Q. (By Mr. KENNEDY.) How far is Greeley from the head of the stream that feeds their canal?-A. About 125 miles from the head; about 40 miles below the head of the upper ditch.

Q. Are there lands adjacent to that river all the way to the head, as well as the Greeley Colony lands?-A. Only to where the stream leaves the mountains, about 40 miles above.

Q. Plenty of water for all?-A. No; there is plenty of water early in the season, but they have had to resort to storage to secure enough for the later part of the

season.

Q. (By Mr. A. L. HARRIS.) Is there a possibility for storage so as to economize the water at dry seasons?-A. Yes.

Q. What is the effect, if any, of storage on prior rights?-A. That is a troublesome question to answer.

We will take up the question of storage in connection with this matter.

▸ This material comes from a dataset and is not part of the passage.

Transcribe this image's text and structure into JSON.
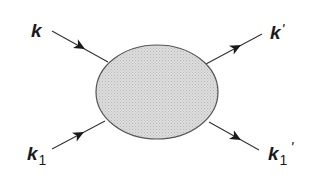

Bulletin 92 deals with the subject of storage on the Poudre River. It is the stream where storage has been carried further, probably, than any other in the whole Rocky Mountain drainage area. The diagram of the run-off of that river in the different months of the irrigation period for a large number of years shows that distribution of water during the season is far from uniform. The highest water occurs in May, and from the middle of May to the middle of June nearly half of the entire year's discharge runs away. The needs of irrigators in this valley are not in accord with this variation in discharge. They are now growing crops which require more water in July, August, and September than the stream will supply, and this has made it necessary for them to build reservoirs to hold back the surplus flow of the early summer months until it is needed. They have done this by utilizing natural depressions which lie outside of the channel of the stream, which are filled by the higher canals and turned into the lower ones. The development of this reservoir system has given rise to a very interesting system of exchanges between the canals, described in this bulletin, and hence need not be referred to here. Where reservoirs are located outside of the channel of streams there is no question of public policy involved in their construction and operation as private works, and as irrigation extends there will be more and more private capital invested in such reservoirs, because these investments are proving exceedingly profitable. But where reservoirs are located in the channel of running streams, and especially in the mountains on the headwaters of these streams, there is a question of public policy as to whether or not they should be built as public works, even if private capital is willing to undertake their construction. The water from reservoirs so located has to be turned into the natural channel of the stream and carried down with the natural flow to the valleys where it is to be used. If there is no public control of streams, irrigators will not discriminate between the natural flow and the stored supply. They will raise their head gates and take whatever comes in. Unless there is some means for the public regulation of head gates, those having no right to the stored supply will often times have a better opportunity for

1 Bul. 96, Office of Experiment Stations, U. S. Department of Agriculture, pp. 49 and 50.